Marty Ottenheimer pointed out to me the other day that Carrots do not actually help vision. Rather, the story we often hear is a result of a rumor from WWII. ABC Science explains:
…if you don’t get enough carotenes or Vitamin A in your diet, eventually you will suffer problems in your vision. This was the basis of the myth started by the Royal Air Force, the RAF.
In the Battle of Britain, in 1940, the British fighter pilot, John Cunningham, became the first person to shoot down an enemy plane with the help of radar. In fact, in WW II, he was the RAF’s top-scoring night fighter pilot, with a total of 20 kills. Some pilots were better flying in daylight, while others, like Cunningham, were better at night. His nickname was “Cats’ Eyes”. The RAF put out the story in the British newspapers that he, and his fellow night pilots, owed their exceptional night vision to carrots. People believed this to the extent that they started growing and eating more carrots, so that they could better navigate at night during the blackouts that were compulsory during WW II.
But this story was a myth invented by the RAF to hide their use of radar, which was what really located the Luftwaffe bombers at night – not human carrot-assisted super-vision.
The punch-line is that German folklore already held that carrots would make eyes better. Susceptibility to fraud is usually rooted in pre-existing beliefs and prejudice.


== Activity ==
Each line that holds the string "bounding" counts once. Say how many such lines the entries have, giving the number only.

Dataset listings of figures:

***

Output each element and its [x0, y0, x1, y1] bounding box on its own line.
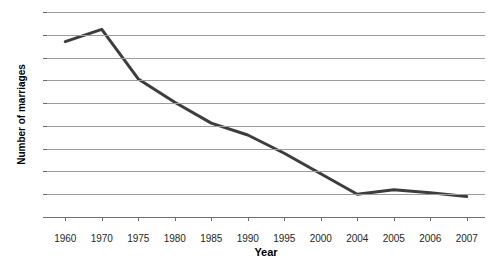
y-tick-mark-60: [43, 103, 47, 104]
x-tick-mark-1985: [211, 217, 212, 221]
series-line-number-of-marriages: [47, 12, 485, 217]
gridline-50: [47, 149, 485, 150]
x-tick-mark-1975: [138, 217, 139, 221]
y-tick-mark-55: [43, 126, 47, 127]
gridline-70: [47, 58, 485, 59]
plot-area: 3540455055606570758019601970197519801985…: [47, 12, 485, 217]
x-tick-mark-2007: [467, 217, 468, 221]
x-tick-mark-1960: [65, 217, 66, 221]
x-tick-mark-2004: [357, 217, 358, 221]
x-tick-mark-2000: [321, 217, 322, 221]
y-tick-mark-50: [43, 149, 47, 150]
x-tick-mark-1990: [248, 217, 249, 221]
x-axis-title: Year: [47, 246, 485, 258]
x-tick-mark-1970: [102, 217, 103, 221]
x-tick-mark-2006: [430, 217, 431, 221]
gridline-55: [47, 126, 485, 127]
y-tick-mark-35: [43, 217, 47, 218]
x-axis-line: [47, 217, 485, 218]
gridline-45: [47, 171, 485, 172]
y-tick-mark-70: [43, 58, 47, 59]
gridline-40: [47, 194, 485, 195]
y-tick-mark-45: [43, 171, 47, 172]
x-tick-mark-1980: [175, 217, 176, 221]
y-tick-mark-75: [43, 35, 47, 36]
y-tick-mark-65: [43, 80, 47, 81]
x-tick-label-2007: 2007: [445, 233, 489, 244]
x-tick-mark-1995: [284, 217, 285, 221]
gridline-75: [47, 35, 485, 36]
y-axis-title: Number of marriages: [16, 40, 27, 190]
line-chart: Number of marriages 35404550556065707580…: [0, 0, 489, 267]
y-tick-mark-40: [43, 194, 47, 195]
y-tick-mark-80: [43, 12, 47, 13]
gridline-80: [47, 12, 485, 13]
gridline-60: [47, 103, 485, 104]
x-tick-mark-2005: [394, 217, 395, 221]
gridline-65: [47, 80, 485, 81]
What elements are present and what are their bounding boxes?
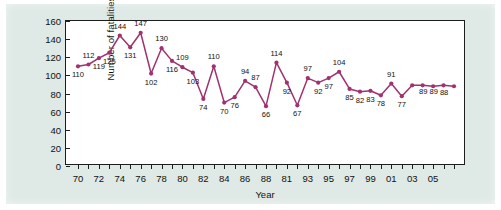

***

== Output for this exercise ==
2